What parents are really searching for
Parents are not only searching for information. They are looking for reassurance. Will my child be known here? Will they be supported? Does this school’s culture feel aligned with our values? Academic outcomes still matter, of course, but they are rarely the whole story.
In that sense, the digital journey has become a new version of the school tour. Before a parent meets a teacher, sees a classroom, or speaks to admissions, they are already noticing how the school communicates. Is information easy to find? Are answers written in plain language? Does the site reflect a living community or simply a collection of static pages? Is there warmth in the communication, or only administration?
The schools that do this well are not necessarily the most polished. They are often the clearest.
Five things schools can do now
- Review the basics through a parent’s eyes.
Can a family quickly find answers to their most likely questions? Not just about fees and entry requirements, but about learning support, languages, transport, and what happens during the first few weeks of joining.
- Write for human beings, not institutions.
Many school websites are full of internal language that makes sense to staff but not to families. Parents ask simple questions. Good school communication should answer them directly.
- Keep content current.
Nothing quietly erodes trust like outdated pages, broken links, or contradictory information. In a busy school, this is easy to overlook. But families notice.
- Think carefully about responsiveness.
The School Choice Awareness Foundation found that 42 per cent of parents searching for schools want clearer guidance on options in their area. Parents expect the same immediacy from a school that they experience from every other service in their lives.
- Remember that digital communication is cultural communication.
Every page, message, and reply tell families something about how the school thinks and works. In my work at EduSight, where we help schools and universities rethink their digital engagement, the institutions adapting fastest are those treating their online presence not as a marketing add-on, but as an extension of the admissions experience, meeting families on WhatsApp, chat and social media, not just behind an enquiry form.
The welcome that matters
None of this replaces the real work of schools. Relationships, teaching, belonging, and community are, of course, at the heart of education. But in a world where first impressions are increasingly formed online, schools need to see their digital presence as an extension of those same values.
The first school tour may now happen on a screen. The question for school leaders is simple: what kind of welcome does that tour provide?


DIRECTIONS FOR THIS TASK: Below are the entries. Transcribe exactly the lines from the one with "The image size" through the one with "In order to click on button: Share", ends included, and leave out all others.

INPUT DATA:
##########

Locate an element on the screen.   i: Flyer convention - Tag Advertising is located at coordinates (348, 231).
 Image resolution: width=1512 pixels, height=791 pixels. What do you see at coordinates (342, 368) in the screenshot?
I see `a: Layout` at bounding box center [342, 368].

##########

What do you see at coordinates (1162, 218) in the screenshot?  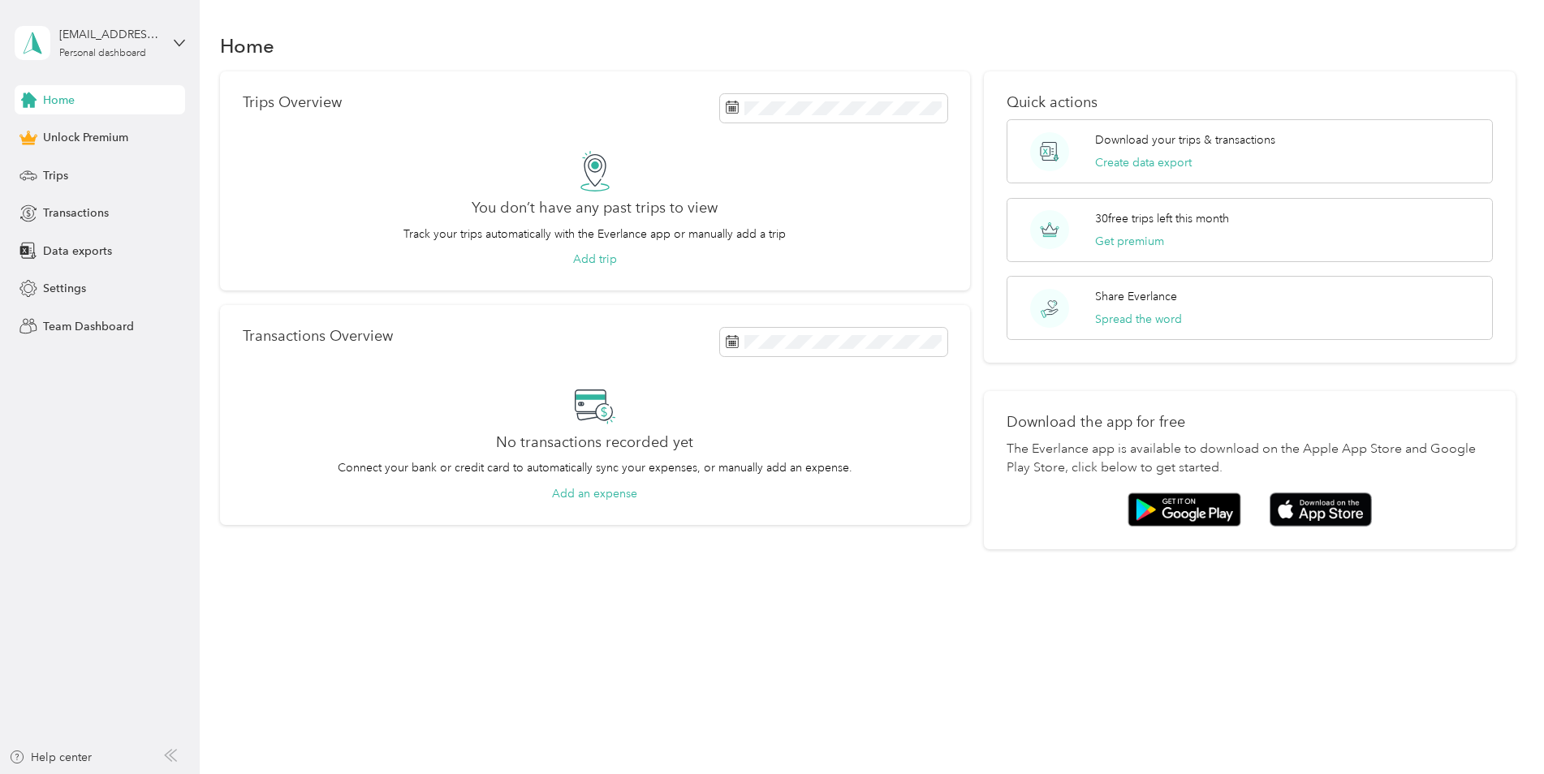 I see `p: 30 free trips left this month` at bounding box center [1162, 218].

##########

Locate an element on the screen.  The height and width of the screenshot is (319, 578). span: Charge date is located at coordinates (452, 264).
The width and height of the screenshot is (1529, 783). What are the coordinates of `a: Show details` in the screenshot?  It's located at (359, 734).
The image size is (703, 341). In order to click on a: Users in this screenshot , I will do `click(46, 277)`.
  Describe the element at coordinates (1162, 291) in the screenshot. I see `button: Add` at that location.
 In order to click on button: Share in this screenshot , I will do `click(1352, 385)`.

##########

EXERCISE SOLUTION:
The image size is (703, 341). In order to click on a: Users in this screenshot , I will do `click(46, 277)`.
  Describe the element at coordinates (1162, 291) in the screenshot. I see `button: Add` at that location.
 In order to click on button: Share in this screenshot , I will do `click(1352, 385)`.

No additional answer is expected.